Quoting James Fidell james@cloud9.co.uk:
It's sorely tempting to set up a lowest-priority MX that either points to 127.0.0.1, or to a machine that has a daemon on port 25 just returning 4xx SMTP errors in response to every connection.
While it might be tempting, you'll end up loosing some legitimate email. You might also end up being automatically blacklisted by some sites. Some sites block domains that have 127.0.0.1 in MX list. Sometimes, MX lookup on domain part of sender's address in viruses and spam returns a name that when resolved points to 127.0.0.1. Intention is that if bounce is generated, it goes to the local account. Mail servers are way too often configured to include copy of original email in the bounce. Since bounce is generated locally it might bypass spam/virus checks. Sneeky, eh.
I've also seen MTA implementations that don't really care about priorities, they simply connect to the first MX that DNS query returned. It's broken all right, but that's how the things are.
Even with just the "standard" greylisting (no 127.0.0.1 or always return 4xx on lowest priority MX tricks), you'll get in trouble from time to time. I'm not talking about delivery delays (that can be longer than one hour in worst case).
The Symantec Antivirus for Mail Gateways (at least some versions of it) generates warning email back to the sender when it gets 4xx. Rather annoying to the senders that happen to work at places that have it deployed on the border.
Some mail servers (not sure if it's MTA itself or misconfiguration on the admin part though) treat 4xx same as 5xx. No retries, they bounce mail right away.
Some sites have server farms for outgoing mail. If you greylist only on sender/recipient pair, no big deal. If you greylist on sender/recipient/IP triplet, some emails will never pass greylisting since connection comes from different IP address every time. Most greylisting implementations that check the triplet come with whitelisting support and predefined lists of some well known big sites that have farms for outgoing email. But you can always hit some not on the list. I've got bit by that some time ago when I was experimenting with greylisting on my personal domain.
In short, while greylisting reduces spam significantly, be prepared that it's not trouble-free solution. Be prepared to implement workarounds for troublesome sites (boils down to some sort of whitelisting). Your users don't care that MTA on the sender's side is broken. They want to exchange emails, and the intial delay introduced by greylisting is already annoying enough for them (for some even more annoying than spam).
As more sites implement greylisting, spammers are more likely to start retrying addresses they got 4xx. I already see more and more spammers doing this. This makes gerylisting a "temporary solution" that works now. In future it will be less and less effective.
It's the same thing as with SPF/CallerID/DomainKey. Analysis shows that even today volume of spam that fails SPF/CallerID/DomainKey checks is about the same as volume of spam that pass those checks (actually, those checks are not designed to detect or block spam, they are designed to attempt to prevent others to use your domain name in faked email addresses). With domains being sold for around $10/year, I don't see much use of forcing spammers to use their own domain though (so we can blacklist them). The trouble with "allow unless explicitly denied" approach is that it doesn't really work. It's the truth you'll find in chapter one of any book on security. Spammers can easilly use fresh new domain for each single mass mailing. It will only bring the increased revenue to domain registrars (and we'll see number of entries in com/net/org zones on top-level DNS servers exploding).
Want to start new domain registrar business? Now might be a good time. If this SPF/CallerID/DomainKey thing becomes widespread, you'll get your share from spammers profits (as they will be forced to buy new domains at least on monthly basis, if not more often).
Spam is a multi-billion dollar business. Regardless of which side of the fence you sit.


▶ Assignment
Repeat the records exactly as given. Do not include the pictures.

-------- Entries shown

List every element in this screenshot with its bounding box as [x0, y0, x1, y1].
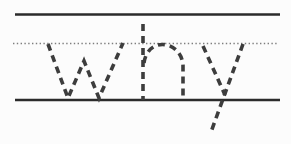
handwriting-worksheet	[0, 0, 291, 144]
traced-letter-h-stroke	[144, 45, 183, 100]
traced-letter-w	[48, 43, 123, 98]
traced-letter-y	[203, 44, 243, 132]
handwriting-canvas	[0, 0, 291, 144]
traced-letter-y-stroke	[211, 44, 243, 132]
traced-letter-y-stroke	[203, 46, 225, 95]
traced-letter-h	[143, 24, 183, 100]
traced-letter-w-stroke	[48, 43, 123, 98]
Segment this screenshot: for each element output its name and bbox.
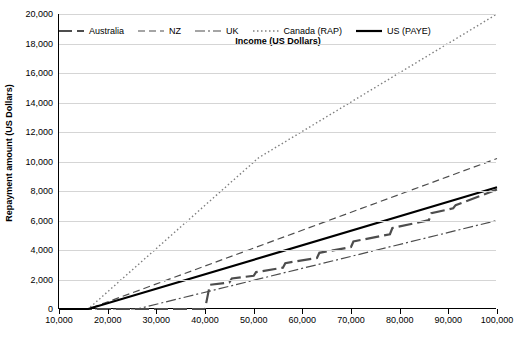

----------------

▶ Exercise output
List every element in this screenshot with its bounding box as [x0, y0, x1, y1].
handwriting-worksheet	[0, 0, 291, 144]
traced-letter-h-stroke	[144, 45, 183, 100]
traced-letter-w	[48, 43, 123, 98]
traced-letter-y	[203, 44, 243, 132]
handwriting-canvas	[0, 0, 291, 144]
traced-letter-y-stroke	[211, 44, 243, 132]
traced-letter-y-stroke	[203, 46, 225, 95]
traced-letter-h	[143, 24, 183, 100]
traced-letter-w-stroke	[48, 43, 123, 98]
Segment this screenshot: for each element output its name and bbox.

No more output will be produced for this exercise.